The record of U.S. policy from 1945 to 1949 challenges fundamental assumptions about U.S. understanding and involvement in the struggle over Palestine that continue to dominate mainstream interpretations of U.S. policy in the Middle East. Coming to grips with the U.S. record and its frequently mythified depiction of the struggle over Palestine is critical. Those engaged in the creation of the Common Archive, a project of Zochrot, the Israeli NGO, in which Israelis and Palestinians have joined to reconstruct the history of Palestinian villages destroyed by Israel in 1948, clearly understand the importance of this record. Palestinian historians have long written about this history, and Israel’s “New Historians” have confirmed it in their challenge to the dominant Israeli narrative of the war of 1948.
The Middle East in 2014 is not a mirror image of what it was in 1948, when the struggle over Palestine was at its height. "In the immediate postwar years, the United States defined its policy in the Near and Middle East in terms of assuring unimpeded access and control by U.S. oil companies of its great material prize, petroleum.
It almost seems like if the history that's usually just glossed over (if it's mentioned at all in the U.S.) included the reality of the history behind most U.S. foreign policy since WWII, there would be way less support for propaganda that somehow always justifies the invasion of other countries, and coincidentally works out to make the wealthiest people at the top even more wealthy. Always at the expense of freedom and liberty for the little people below who made the mistake of existing on top of the oil (or whatever natural resources happen to be the oil of the future) those at the top wanted to exploit.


## Task goal:
Which lines of the entries contain the word "span"? Please list them.

## Stored data:

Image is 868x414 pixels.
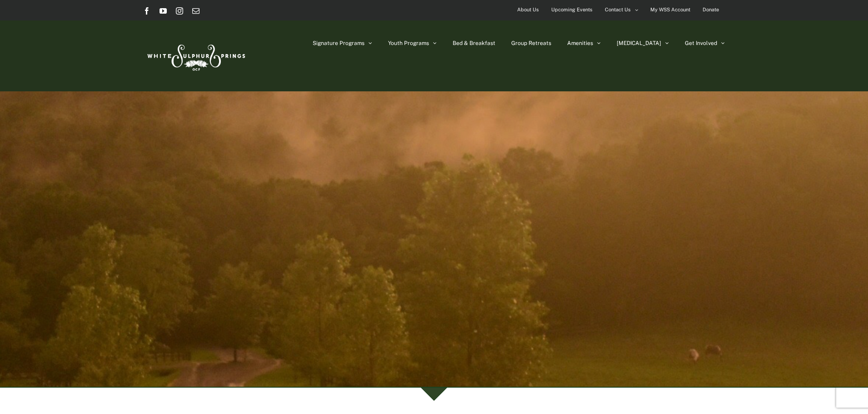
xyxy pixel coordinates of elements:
[551,3,592,17] span: Upcoming Events
[511,21,551,66] a: Group Retreats
[702,3,719,17] span: Donate
[453,41,495,46] span: Bed & Breakfast
[388,41,429,46] span: Youth Programs
[567,21,600,66] a: Amenities
[685,21,725,66] a: Get Involved
[143,8,151,14] a: Facebook
[192,8,199,14] a: Email
[517,3,539,17] span: About Us
[605,3,631,17] span: Contact Us
[685,41,717,46] span: Get Involved
[143,34,248,77] img: White Sulphur Springs Logo
[313,21,372,66] a: Signature Programs
[313,21,725,66] nav: Main Menu
[567,41,593,46] span: Amenities
[616,21,669,66] a: [MEDICAL_DATA]
[650,3,690,17] span: My WSS Account
[388,21,437,66] a: Youth Programs
[453,21,495,66] a: Bed & Breakfast
[313,41,365,46] span: Signature Programs
[160,8,166,14] a: YouTube
[616,41,661,46] span: [MEDICAL_DATA]
[511,41,551,46] span: Group Retreats
[176,8,183,14] a: Instagram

## Response area:
[551,3,592,17] span: Upcoming Events
[702,3,719,17] span: Donate
[453,41,495,46] span: Bed & Breakfast
[388,41,429,46] span: Youth Programs
[517,3,539,17] span: About Us
[605,3,631,17] span: Contact Us
[685,41,717,46] span: Get Involved
[567,41,593,46] span: Amenities
[650,3,690,17] span: My WSS Account
[313,41,365,46] span: Signature Programs
[616,41,661,46] span: [MEDICAL_DATA]
[511,41,551,46] span: Group Retreats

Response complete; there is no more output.